There then begins a wrestle with a skeleton disguised as a bank account. They both stand guard over it. An extra packet of cigarettes is a betrayal, a reckless splash at a movie is a crime against a new little home that exists nowhere but in two hearts. So he pays his bill and she pays hers, and all the time the modest little pile grows, leading them to those helpful organizations which give two hundred pounds worth of property for ten per cent down and the rest over eternity.

* * *

They are happy, are these little lovers of London; as all honest, simple things are happy. No great winds of passion or ambition blow like storms in their hearts. They wish to escape from their surroundings into something which is their very own. They dream of the little house, just like every other little house in the row, and they dream of locking the front door on life and opening their arms to each other.

In the great hive of London you can see them meeting, hungrily snatching a moment from their separate labours which are just a means to an end. In the City she comes, lighting his heart with her beauty, and she goes, leaving him feeling that the light has been turned off inside him. At Kew in lilac time you will find them in sweet green avenues; the red buses bear them and their Dream to country places; and one day you will meet them in a tube train bending self-consciously over a furniture catalogue....

* * *

Dante and Beatrice came out of their dream beside the Thames and walked away. Dante's new boots squeaked. Arm-in-arm they went along the sun path, two ordinary little actors in the great play, with that stillness about them that suggests how full two hearts can be.

If one could only peep into their lives again in ten years' time. That, however, is tempting Fate.

In Uncle's Shop

Outside on its rusty supports hung the sign of the proud Medici—three gold balls.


__Action item__: Where the string "level" occurs in a line of the entries below, copy that line.

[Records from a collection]
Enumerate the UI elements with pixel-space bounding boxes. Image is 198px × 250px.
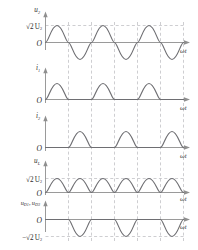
panel-u2: u2 √2U2 O ωt: [26, 6, 190, 60]
panel-i1: i1 O ωt: [36, 64, 190, 111]
y-axis-arrow-uD: [43, 201, 47, 207]
x-axis-arrow-u2: [184, 40, 190, 45]
label-i1: i1: [36, 64, 40, 73]
y-axis-arrow-u2: [43, 12, 47, 18]
x-axis-arrow-uD: [184, 217, 190, 222]
curve-i2: [46, 132, 184, 148]
y-axis-arrow-uL: [43, 161, 47, 167]
label-uL: uL: [34, 157, 41, 166]
waveform-svg: u2 √2U2 O ωt i1 O ωt i2 O ωt uL √2U2 O: [0, 0, 198, 250]
label-i2: i2: [36, 112, 40, 121]
origin-label-u2: O: [37, 39, 43, 48]
x-axis-arrow-i1: [184, 97, 190, 102]
x-axis-label-i1: ωt: [180, 104, 187, 111]
x-axis-label-u2: ωt: [180, 47, 187, 54]
level-label-uL: √2U2: [26, 176, 42, 185]
y-axis-arrow-i2: [43, 116, 47, 122]
waveform-figure: u2 √2U2 O ωt i1 O ωt i2 O ωt uL √2U2 O: [0, 0, 198, 250]
origin-label-uD: O: [37, 216, 43, 225]
label-u2: u2: [34, 6, 40, 15]
origin-label-i2: O: [37, 144, 43, 153]
origin-label-i1: O: [37, 96, 43, 105]
label-uD: uD1,uD3: [21, 199, 40, 208]
origin-label-uL: O: [37, 189, 43, 198]
x-axis-label-uD: ωt: [180, 223, 187, 230]
panel-i2: i2 O ωt: [36, 112, 190, 159]
level-label-u2: √2U2: [26, 23, 42, 32]
y-axis-arrow-i1: [43, 68, 47, 74]
panel-uL: uL √2U2 O ωt: [26, 157, 190, 202]
panel-uD: uD1,uD3 O −√2U2 ωt: [21, 199, 190, 243]
x-axis-label-i2: ωt: [180, 152, 187, 159]
curve-i1: [46, 84, 184, 100]
level-label-uD: −√2U2: [22, 234, 42, 243]
x-axis-label-uL: ωt: [180, 195, 187, 202]
gridlines: [69, 22, 184, 243]
x-axis-arrow-i2: [184, 145, 190, 150]
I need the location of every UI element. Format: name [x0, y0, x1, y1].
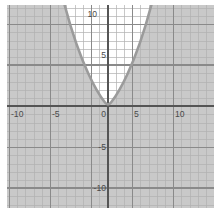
y-tick-label-5: 5 [101, 50, 106, 60]
y-tick-label--5: -5 [98, 142, 106, 152]
origin-label: 0 [101, 109, 106, 119]
y-tick-label--10: -10 [94, 183, 107, 193]
x-tick-label--5: -5 [52, 109, 60, 119]
x-tick-label-10: 10 [175, 109, 185, 119]
x-tick-label--10: -10 [11, 109, 24, 119]
y-tick-label-10: 10 [87, 9, 97, 19]
graph-figure: -10 -5 5 10 10 5 -5 -10 0 [0, 0, 221, 215]
x-tick-label-5: 5 [134, 109, 139, 119]
coordinate-plane: -10 -5 5 10 10 5 -5 -10 0 [0, 0, 221, 215]
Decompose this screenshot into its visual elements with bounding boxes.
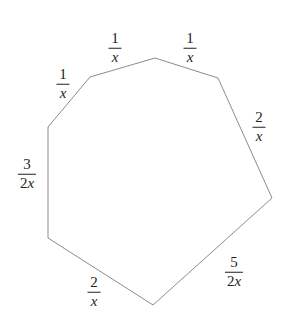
fraction-numerator: 3 <box>21 157 33 174</box>
fraction-denominator: x <box>185 49 196 66</box>
side-label-top-left: 1 x <box>109 31 122 66</box>
fraction-numerator: 2 <box>253 110 265 127</box>
denominator-variable: x <box>187 49 194 65</box>
denominator-coefficient: 2 <box>227 273 235 289</box>
heptagon-shape <box>0 0 290 330</box>
side-label-top-right: 1 x <box>184 31 197 66</box>
denominator-variable: x <box>27 175 34 191</box>
fraction-denominator: 2x <box>18 175 36 192</box>
denominator-variable: x <box>256 128 263 144</box>
fraction-denominator: x <box>89 293 100 310</box>
fraction: 2 x <box>88 275 101 310</box>
denominator-variable: x <box>112 49 119 65</box>
fraction-numerator: 1 <box>109 31 121 48</box>
denominator-variable: x <box>234 273 241 289</box>
fraction-numerator: 2 <box>88 275 100 292</box>
side-label-lower-right: 5 2x <box>225 255 243 290</box>
fraction-denominator: x <box>110 49 121 66</box>
fraction-numerator: 1 <box>57 67 69 84</box>
fraction: 1 x <box>109 31 122 66</box>
fraction-numerator: 1 <box>184 31 196 48</box>
denominator-variable: x <box>60 85 67 101</box>
fraction: 1 x <box>57 67 70 102</box>
fraction: 1 x <box>184 31 197 66</box>
fraction: 2 x <box>253 110 266 145</box>
side-label-upper-left: 1 x <box>57 67 70 102</box>
side-label-bottom-left: 2 x <box>88 275 101 310</box>
fraction-denominator: x <box>58 85 69 102</box>
fraction-numerator: 5 <box>228 255 240 272</box>
denominator-coefficient: 2 <box>20 175 28 191</box>
figure-root: 1 x 1 x 1 x 2 x 3 2x <box>0 0 290 330</box>
fraction-denominator: 2x <box>225 273 243 290</box>
side-label-left: 3 2x <box>18 157 36 192</box>
fraction: 5 2x <box>225 255 243 290</box>
fraction-denominator: x <box>254 128 265 145</box>
denominator-variable: x <box>91 293 98 309</box>
fraction: 3 2x <box>18 157 36 192</box>
side-label-right: 2 x <box>253 110 266 145</box>
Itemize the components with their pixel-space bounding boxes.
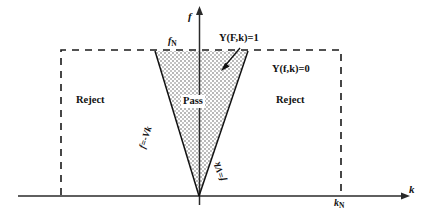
f-axis-arrowhead	[196, 6, 203, 15]
reject-region-right-label: Reject	[276, 95, 305, 106]
f-axis-label: f	[188, 11, 192, 22]
k-nyquist-label: kN	[334, 198, 344, 208]
reject-response-label: Y(f,k)=0	[272, 64, 310, 75]
k-axis-label: k	[409, 184, 415, 195]
pass-region-label: Pass	[181, 95, 205, 108]
f-nyquist-subscript: N	[171, 39, 176, 48]
pass-response-label: Y(F,k)=1	[219, 33, 259, 44]
reject-region-left-label: Reject	[76, 95, 105, 106]
fan-filter-diagram: f k fN kN Y(F,k)=1 Y(f,k)=0 Pass Reject …	[0, 0, 422, 214]
k-nyquist-subscript: N	[339, 201, 344, 210]
f-nyquist-label: fN	[168, 36, 177, 46]
diagram-canvas	[0, 0, 422, 214]
pass-region-shading	[155, 51, 248, 196]
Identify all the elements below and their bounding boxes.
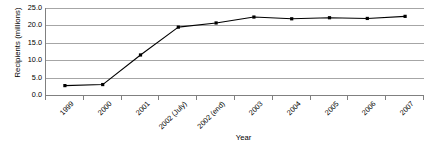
plot-area: 1999: 2.72000: 32001: 11.52002 (July): 1… <box>45 8 424 95</box>
y-axis-tick-label: 10.0 <box>17 57 42 64</box>
x-axis-tick-label: 2005 <box>323 100 340 117</box>
data-point-marker: 2006: 22 <box>366 17 369 20</box>
x-axis-tick-label: 2000 <box>96 100 113 117</box>
y-axis-tick-label: 0.0 <box>17 91 42 98</box>
x-axis-tick <box>310 96 311 100</box>
x-axis-tick <box>347 96 348 100</box>
x-axis-tick-label: 2002 (end) <box>196 100 226 130</box>
data-point-marker: 2002 (end): 20.7 <box>215 21 218 24</box>
x-axis-tick <box>196 96 197 100</box>
x-axis-tick <box>158 96 159 100</box>
x-axis-tick <box>83 96 84 100</box>
x-axis-tick <box>234 96 235 100</box>
data-point-marker: 1999: 2.7 <box>63 84 66 87</box>
y-axis-tick-label: 5.0 <box>17 74 42 81</box>
x-axis-tick <box>423 96 424 100</box>
data-point-marker: 2003: 22.4 <box>252 15 255 18</box>
data-point-marker: 2007: 22.6 <box>404 15 407 18</box>
x-axis-title: Year <box>0 133 435 142</box>
y-axis-tick-label: 20.0 <box>17 22 42 29</box>
x-axis-tick <box>121 96 122 100</box>
x-axis-tick <box>385 96 386 100</box>
data-point-marker: 2001: 11.5 <box>139 53 142 56</box>
x-axis-tick-label: 1999 <box>58 100 75 117</box>
series-polyline <box>65 16 405 85</box>
data-point-marker: 2004: 21.9 <box>290 17 293 20</box>
x-axis-tick-label: 2007 <box>399 100 416 117</box>
x-axis-tick-label: 2006 <box>361 100 378 117</box>
x-axis-tick <box>45 96 46 100</box>
y-axis-tick-label: 25.0 <box>17 4 42 11</box>
y-axis-tick-label: 15.0 <box>17 39 42 46</box>
series-line-recipients: 1999: 2.72000: 32001: 11.52002 (July): 1… <box>46 8 424 95</box>
x-axis-tick-label: 2003 <box>247 100 264 117</box>
x-axis-tick-label: 2001 <box>134 100 151 117</box>
x-axis-tick-labels: 1999200020012002 (July)2002 (end)2003200… <box>45 100 424 134</box>
x-axis-tick-label: 2004 <box>285 100 302 117</box>
y-axis-tick-labels: 0.05.010.015.020.025.0 <box>17 8 42 95</box>
line-chart: Recipients (millions) 0.05.010.015.020.0… <box>0 0 435 149</box>
data-point-marker: 2000: 3 <box>101 83 104 86</box>
data-point-marker: 2005: 22.2 <box>328 16 331 19</box>
data-point-marker: 2002 (July): 19.5 <box>177 26 180 29</box>
x-axis-tick <box>272 96 273 100</box>
x-axis-tick-label: 2002 (July) <box>158 100 189 131</box>
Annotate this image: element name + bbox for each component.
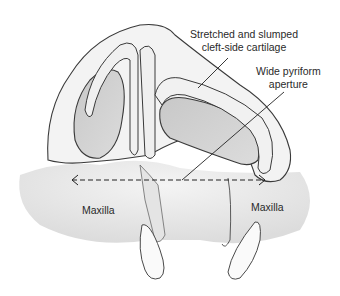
aperture-label-line1: Wide pyriform — [256, 65, 321, 78]
aperture-label-line2: aperture — [256, 78, 321, 91]
cartilage-label: Stretched and slumped cleft-side cartila… — [190, 28, 298, 54]
cartilage-label-line2: cleft-side cartilage — [190, 41, 298, 54]
aperture-label: Wide pyriform aperture — [256, 65, 321, 91]
maxilla-right-label: Maxilla — [251, 201, 284, 214]
maxilla-left-label: Maxilla — [82, 204, 115, 217]
cartilage-label-line1: Stretched and slumped — [190, 28, 298, 41]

__Task result__:
level-label-uL: √2U2: [26, 176, 42, 185]
level-label-u2: √2U2: [26, 23, 42, 32]
level-label-uD: −√2U2: [22, 234, 42, 243]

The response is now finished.